How to Exclude and Expel Most of the World – Call it Growth

Professor Saskia Sassen, the great sociologist and geographer, explains why growth has become toxic – and what we should do about it.

We have reached an extreme point in the evolution of negative conditions. The language of more – more inequality, more poverty, more environmental destruction – is now insufficient. Our standard measure for economic growth, GDP per capita, leaves out growing numbers of people, places, and activities. It measures a shrunken economic space. And in so doing can come up with some positive growth numbers, even as significant numbers of people, small businesses, and places have been expelled from “the” economy. This mode of measuring the economy amounts to a kind of economic “cleansing” – a term I intend to harken back to that other brutal mode referred to as “ethnic cleansing.”

What confuses matters further is that along with escalating inequality and ruined small businesses, much is getting better for many people, sectors and places. Over the last few decades a 20% of the middle class in countries across the world has become richer than they ever thought they would be; in fact, they no longer fit the meaning of middle class at all. But much of the rest of the middle class has become poorer.

This bimodal pattern is also at the heart of the post-2008 crisis ‘recoveries’ in many countries: yes, millions of new jobs have been created but not as many as were lost. Further, too many are at the top and at the bottom, and far to few in the broad middle. The US is a good example: it has generated millions of new jobs. But 65% of the jobs lost in the crisis were middle middle-class jobs, but only 25% of the newly created jobs are such –most new jobs tend to be at the top and at the bottom of job hierarchy.

Economic “cleansing”

Secondly, the numbers speaking of recovery and growth rest increasingly on a kind of economic ”cleansing” that expels a mix of negative conditions and trends from our measures. Here some examples from very diverse settings. Destruction of modest housing in London to build luxury apartments is registered as growth. At the other end of the world, when land grabs by powerful foreign governments and firms expel local smallholders this is also registered as growth and ‘development.’ Smallholders know how to protect the land via crop rotation and organic fertilisers and pest controls, while plantation agriculture kills the land in a fairly short period of time, which means they soon need to find more land for their plantations, in a rapidly escalating destruction of land for agriculture.

One key difficulty we face in contesting some of the current modes of interpreting and measuring “growth” in our economies is that they worked in the post-World War II decades. Growth (e.g. GDP per capita) in that period meant above all growth in the middle sectors, which meant benefits for growing numbers of modest income workers. Today, growth tends to happen at both ends of that spectrum. And this is a double negative: a growth in very low-wage jobs and in very high-income jobs. Beyond the issue of what we are actually measuring, lies the fact that many of our systems – notably, healthcare – are not set up for growth at the extreme and impoverishment of the middle. They depend on a large modest but prosperous middle. Such a middle functions as a distributed condition: a bit of middle class in every place.

There is work to be done on how we measure economic growth and how governments set up support systems. And this is a battle that should be fought by experts and by people generally.

The intermediate economy

A key second issue is the rise of the intermediate economy. This is an insufficiently recognized feature of today’s economies in the whole discussion of inequality. Intermediaries do not have to be a bad thing. But today we have a type of intermediary that never loses even if the sectors it serves fall apart. The more familiar cases concern trade and finance. Much trading is simply to the benefit of the intermediary: for instance, the fact that the UK exports potatoes to Germany and imports potatoes from Germany is to the benefit of the intermediary set up of lawyers, accountants, shippers, insurance companies, and more, that are needed to do this type of trade. They rarely lose. It is mostly not to the benefit of the consumer.

There is work underway that begins to contest both our standard measures and this expanding intermediation of our economies.

Here is one local version of this fighting back. It needs to be expanded and recognized as significant. It is the work of re-localising components of “the” economy. Re-localising in this case becomes a fight against the corporatising of everything: do we really have to depend on corporations to have a cup of coffee, to buy vegetables, to get bookshelves? Any neighbourhood is likely to have local talent that could handle this. We must re-localise whatever we can re-localise. This will inevitably be a partial project as many of our more complex needs can only be met via complex knowledge systems (e.g. a hospital). But we must maximise the replacement of franchises by work done in our or other neighbourhoods in our cities and towns. A franchise by definition takes out part of the consumption capacity of a neighbourhood out of that neighbourhood and onto central headquarters. We must maximise the recirculation of our spending in our localities, and that means a collective effort to meet as much of our needs locally. I see in this type of effort a first step that can lead to other efforts, notably a new kind of politics.

There is work to be done – in our analyses and on the ground.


ACTION ITEM:
When you copy the entries, keep every word exactly as it stands.

SUPPLIED MATERIAL:
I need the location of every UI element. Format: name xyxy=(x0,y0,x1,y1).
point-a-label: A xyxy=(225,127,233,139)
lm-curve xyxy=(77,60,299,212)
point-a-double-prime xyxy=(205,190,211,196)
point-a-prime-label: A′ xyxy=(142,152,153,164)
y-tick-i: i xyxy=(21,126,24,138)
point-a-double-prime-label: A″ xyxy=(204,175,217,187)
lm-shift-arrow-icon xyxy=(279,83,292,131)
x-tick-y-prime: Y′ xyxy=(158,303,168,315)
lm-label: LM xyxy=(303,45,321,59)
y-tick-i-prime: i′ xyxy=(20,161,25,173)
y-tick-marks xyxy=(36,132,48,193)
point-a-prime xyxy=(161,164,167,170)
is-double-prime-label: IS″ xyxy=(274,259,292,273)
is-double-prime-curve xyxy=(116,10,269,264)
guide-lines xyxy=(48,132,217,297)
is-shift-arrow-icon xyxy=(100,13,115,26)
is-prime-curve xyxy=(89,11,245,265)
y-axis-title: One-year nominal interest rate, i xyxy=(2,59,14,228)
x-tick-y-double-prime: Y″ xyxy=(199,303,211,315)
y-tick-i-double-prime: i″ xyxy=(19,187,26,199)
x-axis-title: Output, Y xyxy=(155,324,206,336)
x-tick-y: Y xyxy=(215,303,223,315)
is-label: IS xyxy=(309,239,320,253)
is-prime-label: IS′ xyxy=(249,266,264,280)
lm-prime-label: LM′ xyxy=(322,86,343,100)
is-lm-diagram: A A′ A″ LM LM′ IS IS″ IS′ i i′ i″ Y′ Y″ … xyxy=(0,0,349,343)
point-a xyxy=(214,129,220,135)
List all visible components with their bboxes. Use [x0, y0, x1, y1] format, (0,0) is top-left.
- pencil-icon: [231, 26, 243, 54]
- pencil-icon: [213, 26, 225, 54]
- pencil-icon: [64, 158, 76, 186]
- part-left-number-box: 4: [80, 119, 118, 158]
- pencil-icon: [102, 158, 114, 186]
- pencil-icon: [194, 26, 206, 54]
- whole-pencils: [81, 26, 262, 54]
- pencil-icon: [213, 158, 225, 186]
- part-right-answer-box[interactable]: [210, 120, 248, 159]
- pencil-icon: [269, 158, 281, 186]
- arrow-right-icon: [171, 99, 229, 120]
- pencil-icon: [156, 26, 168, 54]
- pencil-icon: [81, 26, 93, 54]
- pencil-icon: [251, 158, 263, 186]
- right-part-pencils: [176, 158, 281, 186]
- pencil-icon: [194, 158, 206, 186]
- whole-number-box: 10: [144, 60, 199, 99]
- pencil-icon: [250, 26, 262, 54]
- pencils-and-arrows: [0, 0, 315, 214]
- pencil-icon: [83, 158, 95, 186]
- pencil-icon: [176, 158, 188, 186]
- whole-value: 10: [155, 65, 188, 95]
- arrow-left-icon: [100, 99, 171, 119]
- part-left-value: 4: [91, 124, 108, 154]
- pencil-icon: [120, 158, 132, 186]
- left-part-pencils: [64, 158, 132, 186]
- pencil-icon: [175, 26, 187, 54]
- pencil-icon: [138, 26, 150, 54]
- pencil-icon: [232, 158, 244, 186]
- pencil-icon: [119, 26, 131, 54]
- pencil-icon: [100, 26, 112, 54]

COMPLETED TASK:
I need the location of every UI element. Format: name xyxy=(x0,y0,x1,y1).
point-a-label: A xyxy=(225,127,233,139)
lm-curve xyxy=(77,60,299,212)
point-a-double-prime xyxy=(205,190,211,196)
point-a-prime-label: A′ xyxy=(142,152,153,164)
y-tick-i: i xyxy=(21,126,24,138)
point-a-double-prime-label: A″ xyxy=(204,175,217,187)
lm-shift-arrow-icon xyxy=(279,83,292,131)
x-tick-y-prime: Y′ xyxy=(158,303,168,315)
lm-label: LM xyxy=(303,45,321,59)
y-tick-i-prime: i′ xyxy=(20,161,25,173)
y-tick-marks xyxy=(36,132,48,193)
point-a-prime xyxy=(161,164,167,170)
is-double-prime-label: IS″ xyxy=(274,259,292,273)
is-double-prime-curve xyxy=(116,10,269,264)
guide-lines xyxy=(48,132,217,297)
is-shift-arrow-icon xyxy=(100,13,115,26)
is-prime-curve xyxy=(89,11,245,265)
y-axis-title: One-year nominal interest rate, i xyxy=(2,59,14,228)
x-tick-y-double-prime: Y″ xyxy=(199,303,211,315)
y-tick-i-double-prime: i″ xyxy=(19,187,26,199)
x-axis-title: Output, Y xyxy=(155,324,206,336)
x-tick-y: Y xyxy=(215,303,223,315)
is-label: IS xyxy=(309,239,320,253)
is-prime-label: IS′ xyxy=(249,266,264,280)
lm-prime-label: LM′ xyxy=(322,86,343,100)
is-lm-diagram: A A′ A″ LM LM′ IS IS″ IS′ i i′ i″ Y′ Y″ … xyxy=(0,0,349,343)
point-a xyxy=(214,129,220,135)
List all visible components with their bboxes. Use [x0, y0, x1, y1] format, (0,0) is top-left.
- pencil-icon: [231, 26, 243, 54]
- pencil-icon: [213, 26, 225, 54]
- pencil-icon: [64, 158, 76, 186]
- part-left-number-box: 4: [80, 119, 118, 158]
- pencil-icon: [102, 158, 114, 186]
- pencil-icon: [194, 26, 206, 54]
- whole-pencils: [81, 26, 262, 54]
- pencil-icon: [213, 158, 225, 186]
- part-right-answer-box[interactable]: [210, 120, 248, 159]
- pencil-icon: [269, 158, 281, 186]
- arrow-right-icon: [171, 99, 229, 120]
- pencil-icon: [156, 26, 168, 54]
- pencil-icon: [81, 26, 93, 54]
- pencil-icon: [251, 158, 263, 186]
- right-part-pencils: [176, 158, 281, 186]
- pencil-icon: [194, 158, 206, 186]
- whole-number-box: 10: [144, 60, 199, 99]
- pencil-icon: [250, 26, 262, 54]
- pencils-and-arrows: [0, 0, 315, 214]
- pencil-icon: [83, 158, 95, 186]
- pencil-icon: [176, 158, 188, 186]
- whole-value: 10: [155, 65, 188, 95]
- arrow-left-icon: [100, 99, 171, 119]
- part-left-value: 4: [91, 124, 108, 154]
- pencil-icon: [120, 158, 132, 186]
- left-part-pencils: [64, 158, 132, 186]
- pencil-icon: [175, 26, 187, 54]
- pencil-icon: [138, 26, 150, 54]
- pencil-icon: [232, 158, 244, 186]
- pencil-icon: [119, 26, 131, 54]
- pencil-icon: [100, 26, 112, 54]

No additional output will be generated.